Source: Press TV
http://www.presstv.ir/detail/194055.html
Work and Pensions Secretary has revealed that those protesters convicted of disorder in recent unrests could lose their benefits, even if they were not issued a custodial sentence.
Iain Duncan Smith said that under current rules, those who are jailed for violence lose their handouts, but he is planning to extend the existing rules.
''I am at the moment looking to see whether or not someone who's convicted of a criminal offence but not custodial, that we would be able to impose a similar process on them as well, that they would lose their benefits for a particular period of time relevant to that process," he said.
He formerly published a report on the ways to deal with gangs, in which he said: ''you cannot arrest your way out of the street gang problem that we have.”
Instead, he declared that the government should use wider solutions such as education to “rescue” the children who are at risk of becoming gang members.
''When you crack down in one area and start to try this process of getting the kids out of the gangs, all that happens is you often displace them into other areas and then they just go on as they are. It needs to happen everywhere at the same time,'' Smith also said.
He claimed that recent unrests swept across Britain were set off by gangs, but then other people swept up by gang violence.
''A lot of them got swept up in what I call crowd mentality and lost their own moral compass.
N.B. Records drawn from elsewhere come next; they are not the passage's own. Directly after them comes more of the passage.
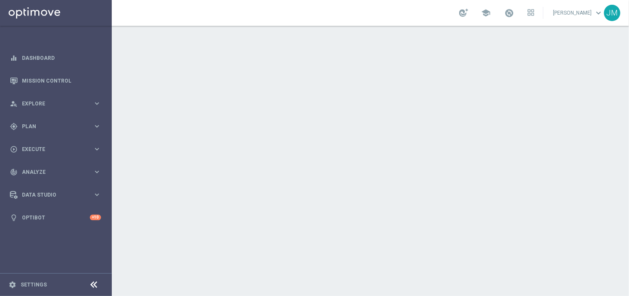 The image size is (629, 296). Describe the element at coordinates (55, 58) in the screenshot. I see `button: equalizer Dashboard` at that location.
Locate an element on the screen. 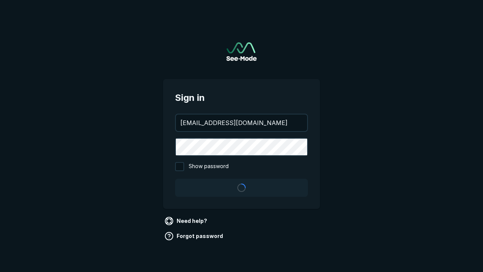 The height and width of the screenshot is (272, 483). a: Go to sign in is located at coordinates (242, 51).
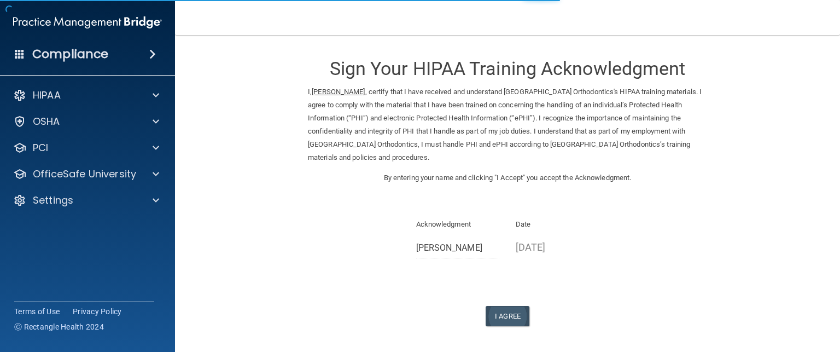 The image size is (840, 352). What do you see at coordinates (70, 54) in the screenshot?
I see `h4: Compliance` at bounding box center [70, 54].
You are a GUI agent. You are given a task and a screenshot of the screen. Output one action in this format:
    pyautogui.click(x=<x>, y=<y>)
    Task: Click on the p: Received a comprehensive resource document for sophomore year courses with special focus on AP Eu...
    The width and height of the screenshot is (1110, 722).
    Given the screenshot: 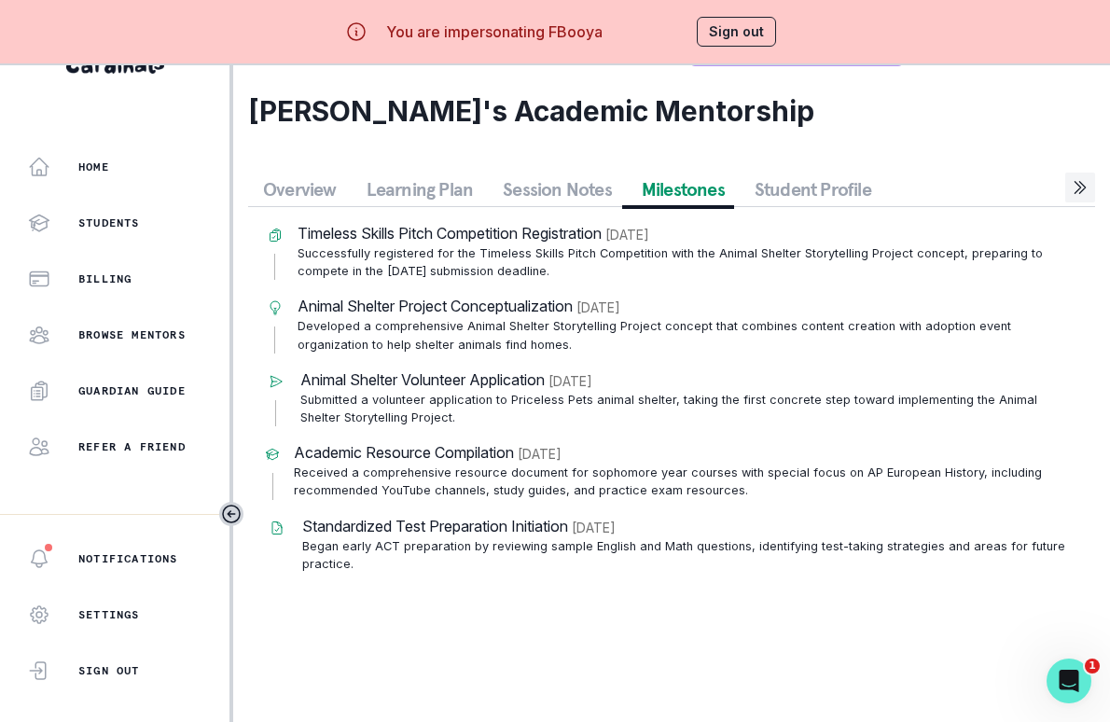 What is the action you would take?
    pyautogui.click(x=687, y=482)
    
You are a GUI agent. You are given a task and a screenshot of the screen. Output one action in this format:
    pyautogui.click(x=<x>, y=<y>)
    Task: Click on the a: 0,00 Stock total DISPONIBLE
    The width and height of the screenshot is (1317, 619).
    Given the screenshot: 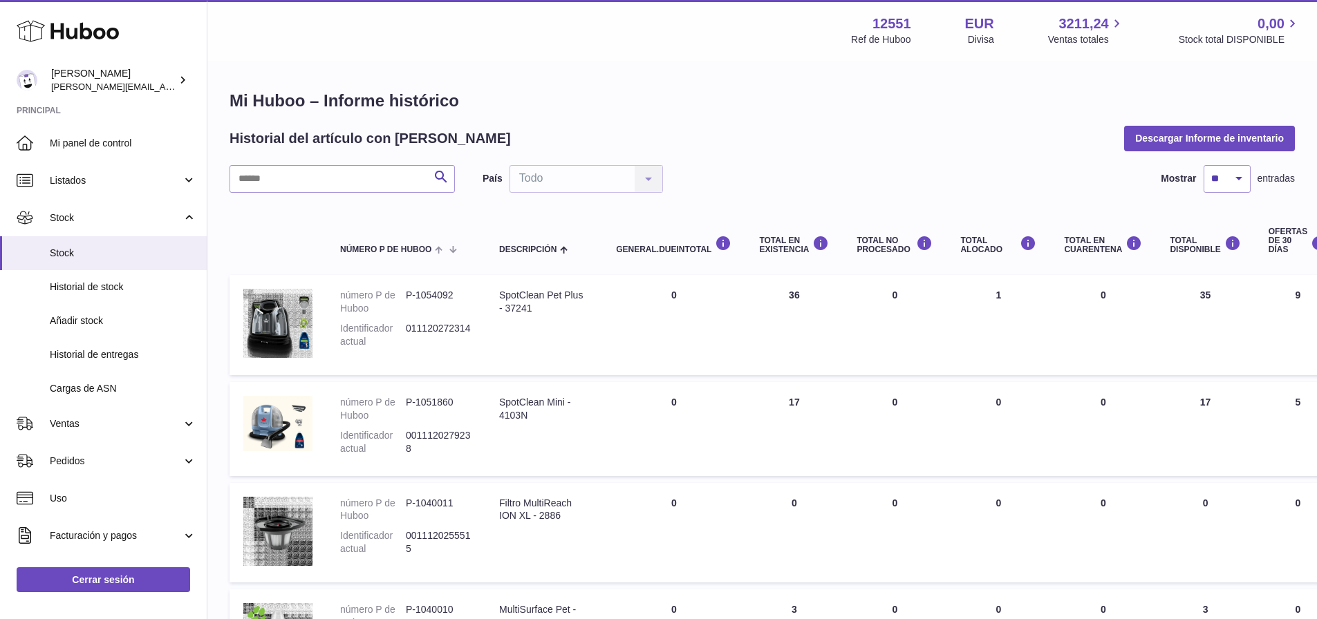 What is the action you would take?
    pyautogui.click(x=1239, y=30)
They just saw shops, they robbed them, sometimes they started smashing windows, throwing bricks at police, got caught up in a mob culture,” he said.
Smith added the convicted people would face the full penalties of the law as they failed to understand the difference between right and wrong.
Prime Minister David Cameron also said that those who were responsible for public disorder should be evicted from the council houses.
Claiming all irresponsibility must be punished, Prime Minister stressed that the people accused of disorder in the country must then get to be housed somewhere else, and they need to find housing in the private sector, which would be harder for them.